Luke turned to look at his colleague, stunned by the latest turn of events. “She was just average. Beautiful, but certainly not inclined to drag a body anywhere, even if she was strong enough to do so. I couldn’t even get her to help me search it. She was squeamish – or appeared to be anyway.”
“She didn’t want to be left alone with the corpse. Maybe she didn’t want to be seen handling someone she had killed?” Barnaby shook his head and wondered what the hell Luke had gotten himself in to. “I thought you were after pick-pockets this morning?”
“I was - am,” Luke snapped. “Right now, they are the least of my concerns. They aren’t responsible for the dead body. That body was aristocracy; and bigger than the pick-pocket gang put together.”
“Did you get a good look at the face?”
“Whose? Hers or the body’s?” Luke asked without thinking. He mentally winced when Barnaby’s smile widened.

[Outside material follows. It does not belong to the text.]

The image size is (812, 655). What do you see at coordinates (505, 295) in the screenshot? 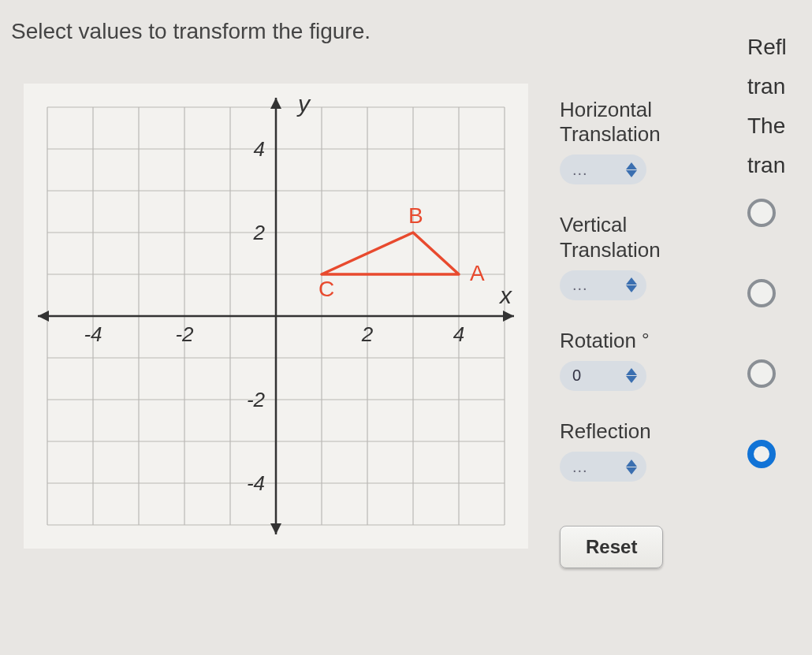
I see `svg-text: x` at bounding box center [505, 295].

“Both. Either, but preferably the dead man’s. Just so we can match it up to any reports of missing persons. It would help.”

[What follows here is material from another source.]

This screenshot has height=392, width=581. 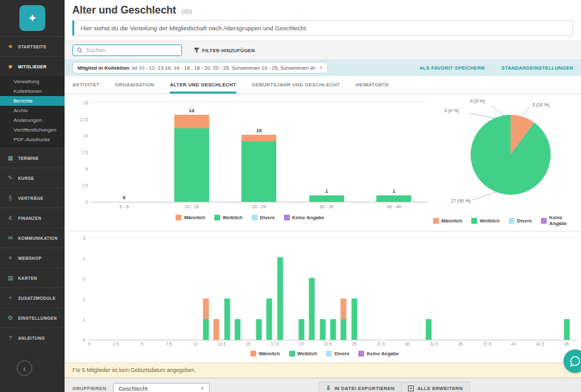 I want to click on y-axis-tick: 0, so click(x=79, y=340).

Luke nodded. “I can draw them,” he said, and rubbed a weary hand down his face. He studied the path beneath their feet. Even the coins and bits he had dragged out of the dead man’s pockets had vanished. Everything had simply disappeared without a trace – as though they had never been there in the first place.
Barnaby’s brows shot upright. “We need to focus on the pick-pockets, Luke. Terrence Sayers is a deep concern of everyone, you know that,” he warned his colleague quietly.
“I know,” Luke replied crisply. “But right now we have a missing corpse. The body of a man who had been murdered this morning because he was still warm when I dragged him out of that river. Not only that but we also have a missing woman too. The pick-pockets were here. They were pestering the woman when I found them. I chased them across the park when the woman screamed.”
“As far as I know they don’t kill. They just pick-pocket,” Barnaby warned. “Although they are violent, as far as we are aware they haven’t been known to kill.”
“The pick-pockets I saw wouldn’t be able to do such a thing. They were barely old enough to reach my chest. They wouldn’t have the power, or the motive.” Luke described the youngest pick-pocket he had chased, and very nearly captured.
“Yet they outran you,” Barnaby coughed around a smile.
“That damned woman screamed,” Luke protested. He knew his friend was baiting him but was too busy battling his temper to pay much attention.
“Were the pick-pockets a diversion to allow the killer to get away? Was the woman working with them do you think?” Luke’s eyes met Barnaby’s. “Until we can unravel this then we have to assume that all the incidents are linked. The woman has to be connected to the body in some way, and one or either of them has to be linked to the pick-pockets. We can’t just ignore the possibility. We were the only ones in the park this morning, aside from the person in the woods who I chased out onto the high street.”